In a controversial research paper published by the American Psychological Association in the journal Psychological Review, Professor Jeffrey Bowers of the University of Bristol’s School of Experimental Psychology warns that schools are investing in expensive interventions because they claim a neuroscientific basis.

However, the paper points out that understanding the role of different structures in the brain doesn’t actually help improve teaching or assessing how children learn in school. “There are no current examples of neuroscience motivating new and effective teaching methods,” he writes, and “neuroscience is unlikely to improve teaching in the future.”

“Educational neuroscience only tells us what we know already or gives us information that is irrelevant,” the university quoted him as saying in a press release about his paper and his research. “The problems faced by classroom teachers dealing with learning difficulties can only be diagnosed and addressed through behavioral methods.”

Examples of pointless educational neuroscience findings highlighted by Professor Bowers include:

  • Using brain scans to detect whether dyslexic children have improved their reading skills, rather than testing these children’s reading skills
  • Describing learning as “brain-enabled”
  • Recommending interventions that make struggling children do more of what they’re bad at, instead of finding alternative routes to learning that play to children’s strengths

“The only relevant issue is whether the child learns, as reflected in behavior. Evidence that the brain changed in response to instruction is irrelevant [to teachers]. Teachers should avoid all teaching methods that are marketed on the basis of neuroscience and pay attention to whether the methods improve performance, as assessed in randomized control trials.”
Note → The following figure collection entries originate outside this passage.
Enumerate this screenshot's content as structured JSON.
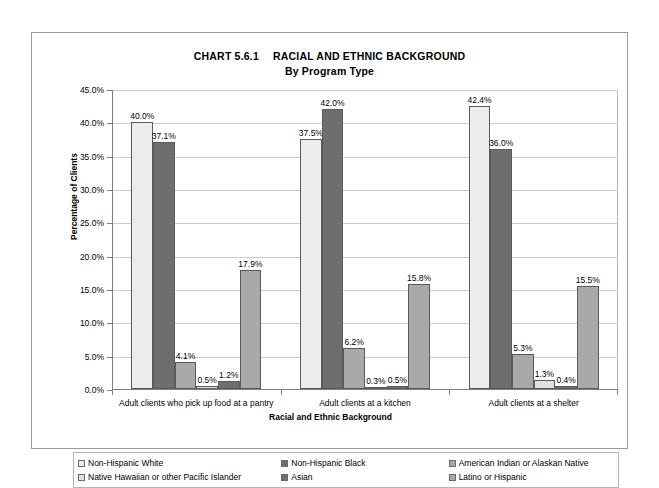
{
  "title": {
    "chart_number": "CHART 5.6.1",
    "main": "RACIAL AND ETHNIC BACKGROUND",
    "sub": "By Program Type"
  },
  "axes": {
    "ylabel": "Percentage of Clients",
    "xlabel": "Racial and Ethnic Background",
    "yticks": [
      "0.0%",
      "5.0%",
      "10.0%",
      "15.0%",
      "20.0%",
      "25.0%",
      "30.0%",
      "35.0%",
      "40.0%",
      "45.0%"
    ]
  },
  "legend": {
    "items": [
      {
        "label": "Non-Hispanic White",
        "color": "#ececec"
      },
      {
        "label": "Non-Hispanic Black",
        "color": "#6e6e6e"
      },
      {
        "label": "American Indian or Alaskan Native",
        "color": "#a9a9a9"
      },
      {
        "label": "Native Hawaiian or other Pacific Islander",
        "color": "#e0e0e0"
      },
      {
        "label": "Asian",
        "color": "#6e6e6e"
      },
      {
        "label": "Latino or Hispanic",
        "color": "#a9a9a9"
      }
    ]
  },
  "chart_data": {
    "type": "bar",
    "xlabel": "Racial and Ethnic Background",
    "ylabel": "Percentage of Clients",
    "ylim": [
      0,
      45
    ],
    "ytick_step": 5,
    "grid": true,
    "legend_position": "bottom",
    "categories": [
      "Adult clients who pick up food at a pantry",
      "Adult clients at a kitchen",
      "Adult clients at a shelter"
    ],
    "series": [
      {
        "name": "Non-Hispanic White",
        "color": "#ececec",
        "values": [
          40.0,
          37.5,
          42.4
        ],
        "labels": [
          "40.0%",
          "37.5%",
          "42.4%"
        ]
      },
      {
        "name": "Non-Hispanic Black",
        "color": "#6e6e6e",
        "values": [
          37.1,
          42.0,
          36.0
        ],
        "labels": [
          "37.1%",
          "42.0%",
          "36.0%"
        ]
      },
      {
        "name": "American Indian or Alaskan Native",
        "color": "#a9a9a9",
        "values": [
          4.1,
          6.2,
          5.3
        ],
        "labels": [
          "4.1%",
          "6.2%",
          "5.3%"
        ]
      },
      {
        "name": "Native Hawaiian or other Pacific Islander",
        "color": "#e0e0e0",
        "values": [
          0.5,
          0.3,
          1.3
        ],
        "labels": [
          "0.5%",
          "0.3%",
          "1.3%"
        ]
      },
      {
        "name": "Asian",
        "color": "#6e6e6e",
        "values": [
          1.2,
          0.5,
          0.4
        ],
        "labels": [
          "1.2%",
          "0.5%",
          "0.4%"
        ]
      },
      {
        "name": "Latino or Hispanic",
        "color": "#a9a9a9",
        "values": [
          17.9,
          15.8,
          15.5
        ],
        "labels": [
          "17.9%",
          "15.8%",
          "15.5%"
        ]
      }
    ]
  }
}
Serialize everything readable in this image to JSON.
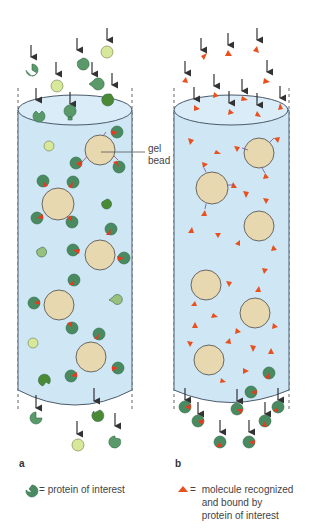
{
  "panels": {
    "a": {
      "label": "a"
    },
    "b": {
      "label": "b"
    }
  },
  "annotations": {
    "gel_bead_line1": "gel",
    "gel_bead_line2": "bead"
  },
  "legend": {
    "a": {
      "symbol": "green-pacman-protein",
      "equals": "=",
      "text": "protein of interest"
    },
    "b": {
      "symbol": "orange-triangle-molecule",
      "equals": "=",
      "line1": "molecule recognized",
      "line2": "and bound by",
      "line3": "protein of interest"
    }
  },
  "colors": {
    "column_fill": "#cfe6f5",
    "column_stroke": "#4a5a6a",
    "bead_fill": "#e8d8b0",
    "protein_green": "#5a9a6a",
    "protein_dark": "#2f6a45",
    "decoy_yellow": "#d8e89a",
    "molecule_orange": "#e8501e",
    "arrow": "#333333"
  }
}
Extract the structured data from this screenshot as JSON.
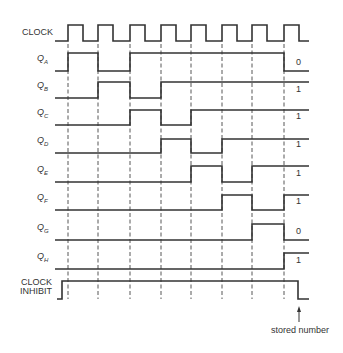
{
  "diagram": {
    "clock_label": "CLOCK",
    "clock_inhibit_label": [
      "CLOCK",
      "INHIBIT"
    ],
    "annotation": "stored number",
    "stroke_color": "#333333",
    "clock_rising_edges_x": [
      68,
      98,
      130,
      161,
      191,
      222,
      252,
      284
    ],
    "signals": [
      {
        "name": "Q",
        "sub": "A",
        "final_value": "0",
        "low_y": 71,
        "high_y": 53,
        "transitions": [
          {
            "x": 55,
            "level": 0
          },
          {
            "x": 68,
            "level": 1
          },
          {
            "x": 98,
            "level": 0
          },
          {
            "x": 130,
            "level": 1
          },
          {
            "x": 284,
            "level": 0
          },
          {
            "x": 309,
            "level": 0
          }
        ]
      },
      {
        "name": "Q",
        "sub": "B",
        "final_value": "1",
        "low_y": 98,
        "high_y": 82,
        "transitions": [
          {
            "x": 55,
            "level": 0
          },
          {
            "x": 98,
            "level": 1
          },
          {
            "x": 130,
            "level": 0
          },
          {
            "x": 161,
            "level": 1
          },
          {
            "x": 309,
            "level": 1
          }
        ]
      },
      {
        "name": "Q",
        "sub": "C",
        "final_value": "1",
        "low_y": 125,
        "high_y": 110,
        "transitions": [
          {
            "x": 55,
            "level": 0
          },
          {
            "x": 130,
            "level": 1
          },
          {
            "x": 161,
            "level": 0
          },
          {
            "x": 191,
            "level": 1
          },
          {
            "x": 309,
            "level": 1
          }
        ]
      },
      {
        "name": "Q",
        "sub": "D",
        "final_value": "1",
        "low_y": 153,
        "high_y": 139,
        "transitions": [
          {
            "x": 55,
            "level": 0
          },
          {
            "x": 161,
            "level": 1
          },
          {
            "x": 191,
            "level": 0
          },
          {
            "x": 222,
            "level": 1
          },
          {
            "x": 309,
            "level": 1
          }
        ]
      },
      {
        "name": "Q",
        "sub": "E",
        "final_value": "1",
        "low_y": 182,
        "high_y": 166,
        "transitions": [
          {
            "x": 55,
            "level": 0
          },
          {
            "x": 191,
            "level": 1
          },
          {
            "x": 222,
            "level": 0
          },
          {
            "x": 252,
            "level": 1
          },
          {
            "x": 309,
            "level": 1
          }
        ]
      },
      {
        "name": "Q",
        "sub": "F",
        "final_value": "1",
        "low_y": 210,
        "high_y": 195,
        "transitions": [
          {
            "x": 55,
            "level": 0
          },
          {
            "x": 222,
            "level": 1
          },
          {
            "x": 252,
            "level": 0
          },
          {
            "x": 284,
            "level": 1
          },
          {
            "x": 309,
            "level": 1
          }
        ]
      },
      {
        "name": "Q",
        "sub": "G",
        "final_value": "0",
        "low_y": 240,
        "high_y": 224,
        "transitions": [
          {
            "x": 55,
            "level": 0
          },
          {
            "x": 252,
            "level": 1
          },
          {
            "x": 284,
            "level": 0
          },
          {
            "x": 309,
            "level": 0
          }
        ]
      },
      {
        "name": "Q",
        "sub": "H",
        "final_value": "1",
        "low_y": 269,
        "high_y": 253,
        "transitions": [
          {
            "x": 55,
            "level": 0
          },
          {
            "x": 284,
            "level": 1
          },
          {
            "x": 309,
            "level": 1
          }
        ]
      }
    ],
    "clock": {
      "low_y": 41,
      "high_y": 25,
      "start_x": 55,
      "end_x": 309,
      "high_width": 15
    },
    "clock_inhibit": {
      "low_y": 299,
      "high_y": 281,
      "transitions": [
        {
          "x": 57,
          "level": 0
        },
        {
          "x": 62,
          "level": 1
        },
        {
          "x": 298,
          "level": 0
        },
        {
          "x": 309,
          "level": 0
        }
      ]
    },
    "grid": {
      "top_y": 44,
      "bottom_y": 299
    }
  }
}
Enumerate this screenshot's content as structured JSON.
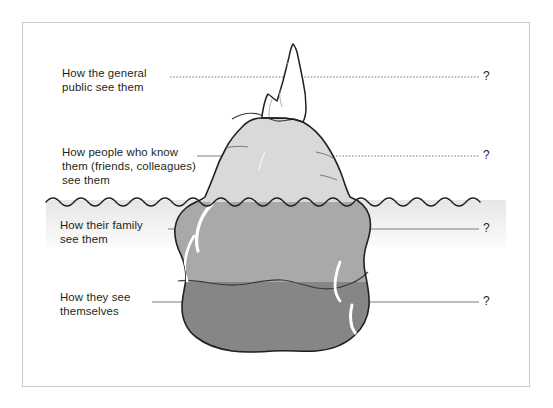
{
  "diagram": {
    "frame": {
      "border_color": "#c9c9c9"
    },
    "labels": [
      {
        "id": "public",
        "text": "How the general\npublic see them",
        "marker": "?"
      },
      {
        "id": "acquaintances",
        "text": "How people who know\nthem (friends, colleagues)\nsee them",
        "marker": "?"
      },
      {
        "id": "family",
        "text": "How their family\nsee them",
        "marker": "?"
      },
      {
        "id": "self",
        "text": "How they see\nthemselves",
        "marker": "?"
      }
    ],
    "iceberg": {
      "zones": [
        {
          "name": "peak-above-water",
          "fill": "#ffffff"
        },
        {
          "name": "body-above-water",
          "fill": "#d9d9d9"
        },
        {
          "name": "body-upper-underwater",
          "fill": "#a9a9a9"
        },
        {
          "name": "body-lower-underwater",
          "fill": "#868686"
        }
      ],
      "outline_color": "#231f20",
      "highlight_color": "#ffffff"
    },
    "water": {
      "name": "waterline",
      "wave_color": "#231f20",
      "band_top_fill": "#e8e8e8",
      "band_bottom_fill": "#fbfbfb"
    },
    "leader_lines": {
      "dotted_color": "#6f6f6f",
      "solid_color": "#6f6f6f"
    }
  }
}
Professor Bowers is an investigator in the University of Bristol’s “Morph Project” testing a new literacy intervention to help struggling third- and fourth-grade readers.

Editorial

Teachers are limited in terms of how much they can learn from neuroscience, but the field of neuroscience can learn a lot from teachers. A big part of neuroscience deals with how the brain changes in response to learning, and learning can be brought about by good teaching.

Just because one side can’t help the other in their profession doesn’t mean the two sides shouldn’t cooperate and strive to increase the world’s understanding of our bodies. Don’t let those marketing machines rope you in, though.